Summer 2002 Program in Modeling Complex Ecosystems.
Instructors: Jay Walton, Paulo Lima-Filho and with the help of Pat Wilber and Dave Swanson.
This VIGRE seminar was offered in conjunction with our NSF-funded Summer REU program .
General Description. In this interdisciplinary seminar we will discuss some mathematical aspects of ecosystems modeling. Its main emphasis will lie on the impact of changes in the landscape topology on populations, including its distribution and dynamics.
Outline of Topics.
- Topology of metric spaces:
The notion of metric space will be the starting point of the seminar. The abstract concept of distance can incorporate many features of a landscape and express how distinct species may perceive the topology of a landscape differently, despite living in the same geographic area.
- Metric spaces and their subspaces;
- Open sets, closed sets and their boundaries;
- Continuity, connectedness and compactness;
- Main examples: planar domains, and surfaces in three dimensional Euclidean spaces (as theoretical models for topographical descriptions of landscapes); planar grids and discrete sets (as models for digitalized landscapes).
- Basics of differential geometry of surfaces
This segment provides a presentation of particular examples of metric spaces, via a careful examination of surfaces in Euclidean space vs. planar domains. We show how to codify distances in the former via the notion of Riemannian metric on the latter. A particular manifestation of the concept arises when one analyzes topographical maps, where altitude is an additional data attached to a planar domain.
- Surfaces in Euclidean space; graphs;
- First fundamental form; lengths of curves;
- The underlying metric space; discrete analogues;
- Basic differential equations on surfaces.
- Topology of landscapes
Here we formalize the concepts of patches and habitats, as particular subspaces of a region (a metric space in this case). We generalize the usual notions of patches to incorporate scale sensitivity to our analysis. The scale sensitivity of the model will be demonstrated with the GIS program IDRISI.
- Compact subsets of a metric space;
- Various notions of distance between subsets;
- Connected components and patches; generalized patches and corridors;
- Variations in scale and computers demonstrations.
- Impact on dynamics of populations
Aspects of population dynamics will be presented, including proposed differential equations to model its behavior. This will be placed under the differential-geometric context described above.
- Issues and problems in population dynamics;
- Modeling the dynamics of populations;
- Basic differential equations governing the dynamics.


**ASSIGNMENT:**
Could you transcribe the entries below exactly, starting at the line that contains "The image size" and stopping at the last line, without any pictures?

(Beginning of GIVEN ENTRIES)

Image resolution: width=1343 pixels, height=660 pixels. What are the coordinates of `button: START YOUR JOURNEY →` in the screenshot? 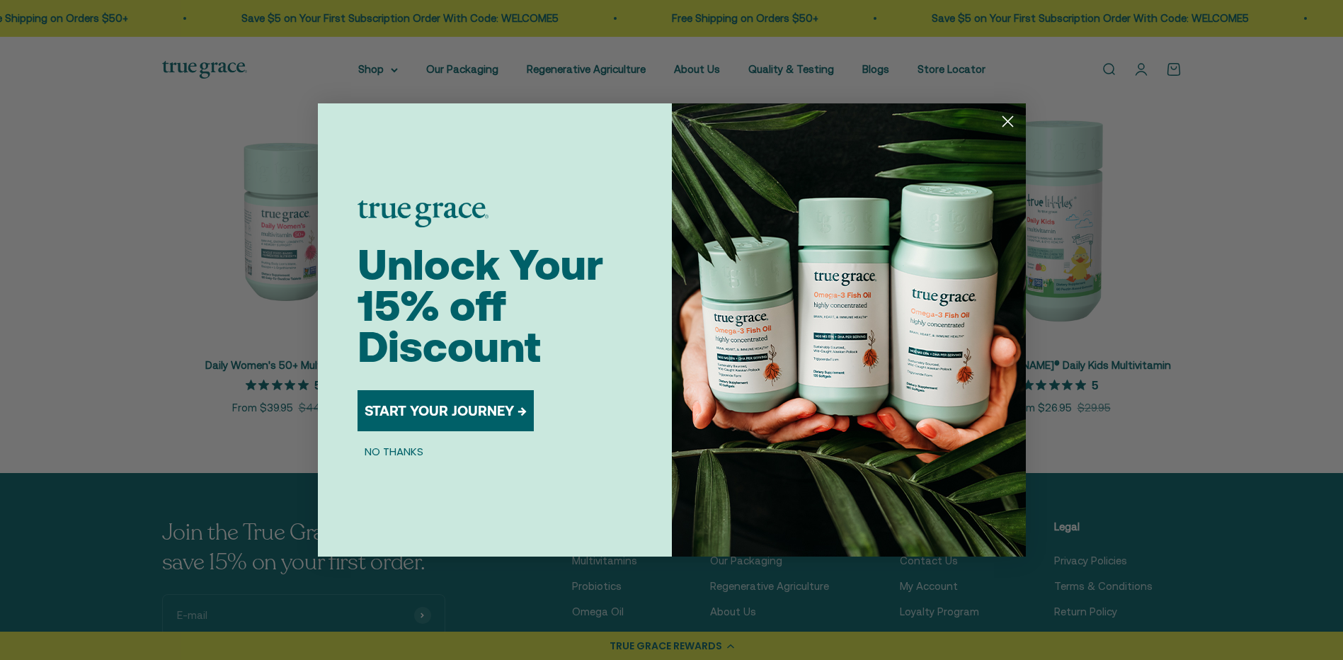 It's located at (445, 411).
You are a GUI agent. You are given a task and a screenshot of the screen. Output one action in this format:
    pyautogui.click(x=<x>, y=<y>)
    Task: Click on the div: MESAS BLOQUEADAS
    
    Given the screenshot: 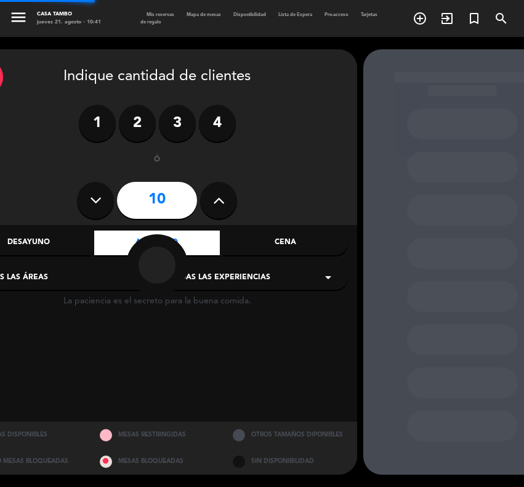 What is the action you would take?
    pyautogui.click(x=157, y=461)
    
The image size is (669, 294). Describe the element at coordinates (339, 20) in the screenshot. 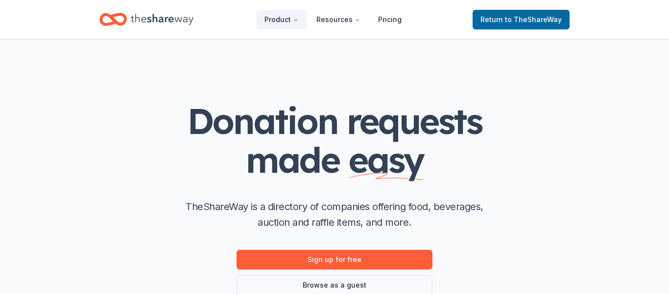

I see `button: Resources` at that location.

(End of GIVEN ENTRIES)

**REPLY:**
The image size is (669, 294). Describe the element at coordinates (339, 20) in the screenshot. 

I see `button: Resources` at that location.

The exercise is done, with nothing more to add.